Gareth Manning and Athaliah Reynolds, Gleaner Reporters
An angry mob chopped to death three men accused of stealing a goat in Westmoreland in a bloody weekend which saw at least 10 Jamaicans being killed.
Reports from the police are that, about 8:30 Saturday night, the three men were seen with a goat in a Toyota motor car on a farm in Fort William district.
An alarm was raised and residents converged on the scene, beating and chopping the men to death.
The murder wave sweeping the country, which has claimed more than 1,500 victims, prevented yet another young university student from seeing the dawn of a new year.
Marvin Smith, 25, a final-year history major at the University of the West Indies, was shot dead by gunmen at his gate on Tavern Drive, Papine, on Saturday night.
Robbed, killed
Reports are that, about 10:15 Saturday night, Smith and two friends were at his gate when they were approached by three armed men. They were robbed of their cellular phones, jewellery and an undetermined sum of money. The gunmen then ordered them to run before opening fire, killing Smith.
He was taken to the University Hospital of the West Indies where he was pronounced dead.
Residents say his death could have been fuelled by a dispute at a football game a week ago after a with one of the three gunmen.
His death has left a hole in the community for many residents.
"He's one of the first youths on the corner to go to university. Him inna him final year and we expected big things from Marvin, mi cyaan believe seh di youth gone dem way deh," said a close friend of Smith's.
Dashed dreams
He is the second university student killed in Papine this month. On December 16, 21-year-old Diondra Morris was killed by a gunman at her gate on Market Street. Another student was left paralysed by the gunman's bullets during the same incident.
"He was a soldier in the war against decadence and poverty, one of the youths who wanted to make a big difference," an obviously saddened mentor and lecturer Dr. Orville Taylor said of Smith.
Dr. Taylor said he met Smith a few years ago at a church service in the community before he was a student at UWI. He said Smith was a youth leader in his community who was focused and very concerned about the turn the country was taking.
"He understood that it wasn't simply about middle-class benevolence for grass-roots people to come into an understanding of where they were going but by elevating themselves through education and he was doing exactly that," the UWI lecturer recalled.
"The truth is, the politicians need to take some blame for the system they have created ... We create a set of young men who then create another set of young men who have absolutely no value for human life, including their own ... I don't think that they understand (that) in taking out a young man like this, they are taking out the hope of an entire generation," he added.
In another part of the Corporate Area, four men were shot as they played cards in a yard on Sunlight Street in west Kingston Saturday night. Two died.
They have been identified as 23-year-old Icorey Davis and 19-year-old Mickel Simpson. The other two are in hospital.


WHAT TO DO –
For the word "slices", count the lines below that contain it. Give the number alone.

(Records from a data source)

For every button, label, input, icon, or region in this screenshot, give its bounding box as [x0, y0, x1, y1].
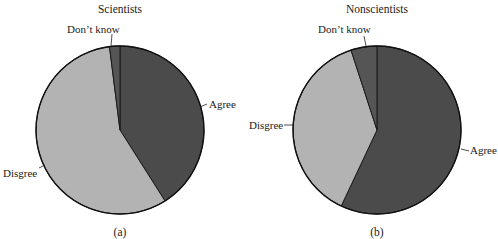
chart-title-nonscientists: Nonscientists — [346, 3, 408, 15]
label-disagree: Disgree — [3, 167, 37, 179]
leader-line-agree — [461, 149, 469, 151]
pie-slices-nonscientists — [293, 46, 461, 214]
label-dontknow: Don’t know — [318, 23, 371, 35]
pie-chart-nonscientists: Nonscientists Don’t know Disgree Agree (… — [249, 3, 497, 239]
label-agree: Agree — [209, 98, 236, 110]
caption-a: (a) — [114, 226, 127, 239]
caption-b: (b) — [370, 226, 384, 239]
label-agree: Agree — [470, 144, 497, 156]
leader-line-dontknow — [111, 34, 112, 46]
label-disagree: Disgree — [249, 119, 283, 131]
label-dontknow: Don’t know — [67, 23, 120, 35]
pie-charts-figure: Scientists Don’t know Agree Disgree (a) … — [0, 0, 498, 239]
pie-slices-scientists — [36, 46, 204, 214]
chart-title-scientists: Scientists — [98, 3, 143, 15]
pie-chart-scientists: Scientists Don’t know Agree Disgree (a) — [3, 3, 236, 239]
leader-line-dontknow — [364, 36, 366, 46]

EXERCISE OUTPUT –
2